The Opportunity
Schoolsworks Academy Trust was established on 1 April 2012 under the Academies Act 2010, to manage its first academy (Edward Bryant School). The Trust grew out of an entrepreneurial vision and experienced a speedy organic first stage of growth to 5 schools within two and half years. Now they have 7 schools with nearly 3000 pupils and over 400 staff and will soon open a new free school. Schoolsworks is a Trust ‘with a cause’, whose core mission is to build a culture of collaboration between staff, schools and pupils with the aim of ‘building children’s futures together’.
The Challenge
Having gone through the “forming, storming and norming” stages of its development, the management team recognised the need to develop a more distributed and collaborative approach to leadership to achieve its mission, and to become less reliant on its 2 Founders for the long term. As a result, the it was decided to explore how best to develop the leadership capability of the Executives and Head Teachers in addition to their educational expertise.
Initially the leadership were both sceptical and curious about the benefits a Leadership Development programme could offer the Trust and its schools; however Tricordant were engaged to work with the Leadership Team to develop a pilot programme called Me in the Mix based on a mix of Coaching and Action Learning Sets.
The first key intervention was to engage the whole Leadership Team to explore what a voluntary programme of individual coaching and Action Learning Sets would look and feel like.
The Tricordant Approach
The Me in the Mix programme
Following the initial workshop, 5 of the 8 leadership team members (2 Executives and 3 Head Teachers) volunteered for the individual coaching offer of 2 sessions each, and 7 of the 8 (3 Executives and 4 Head Teachers) volunteered for the Action Learning Sets (ALS).
In both coaching and the ALS interventions the programme emphasised personal learning applied to real work issues and helping leaders to develop the conditions to deliver the “real work” of their schools.
Individual contracting was essential at the outset of the coaching session, with clarity that the coachee could go beyond “pure” coaching and invite advice regarding the coach’s personal experience and “thought models” to help with application to real-time leadership issues. Holding the coaching/mentorship boundary to be crossed only at the coachee’s invitation was an important factor in securing the opportunity for applied learning.
The coaching approach focussed on personal authenticity and “use of self”. While the primary aim was to help the leaders discover their own solutions, the permeable boundary to seek guidance from the coach proved to be valuable for learning new ways to frame and organise their approaches to real and present personal leadership issues.
The Action Learning Sets were set up as facilitated peer groups, one comprising Head Teachers with the other comprising the 3 Senior Executives. Each explored “in the moment” issues for each member and the facilitated approach encouraged “coaching questions” within and between the ALS members as well as offering the opportunity to explore one another’s’ experiences and solutions to shared challenges.

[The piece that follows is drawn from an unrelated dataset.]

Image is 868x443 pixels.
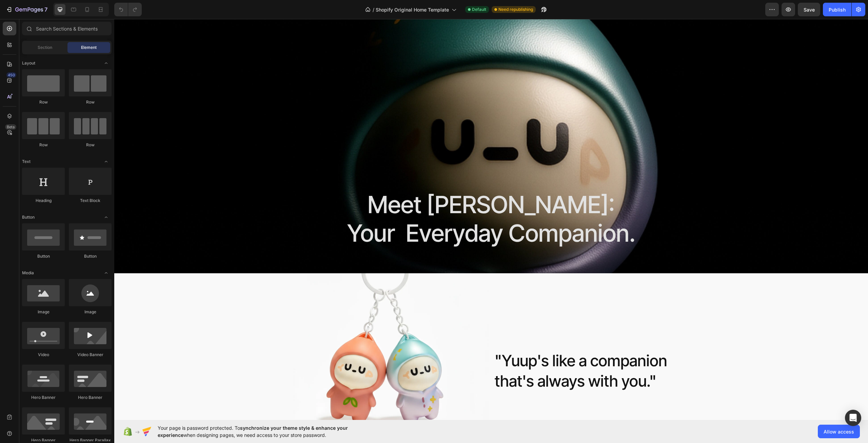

The Action Learning Set gave me quality professional development time with trusted colleagues. Sharing issues and potential solutions was very productive and made it incredibly clear that I’m not the only one who feels like the ship is sinking when it’s actually floating ok!
Richard Waddington. Head Teacher
Evaluation
The pilot programme concluded with an evaluation workshop which offered the opportunity for participants of each of the coaching and ALS programmes to share their experiences and learning, and for non-participants to probe and explore the benefits from a peer perspective. It also served to help the Leadership Team determine whether the programme could create a suitable development platform for leaders and future leaders to explore the extent to which leaders could facilitate a similar programme internally for purposes of sustainability and affordability.
We are a young organisation and one of our goals is to introduce a fresh culture of leadership development into the primary school sector. The majority of our senior leaders participated in the programmes, and found them effective personally, helping address key issues in the development of our leadership culture. As ever, Tricordant are a pleasure to work with, offering engaged, energetic and tailored resources; we are looking forward to working with them in leadership development further”
Schoolsworks CEO and Founder Chris Seaton.
The Outcome
The Leadership Team concluded the Action Learning Set model will be cascaded to the next cohort of 25 leaders in the Trust through a programme of facilitated and experiential training with the express purpose of embedding the ALS facilitation skills into the Trust for the long term and coaching should continue to be sourced externally.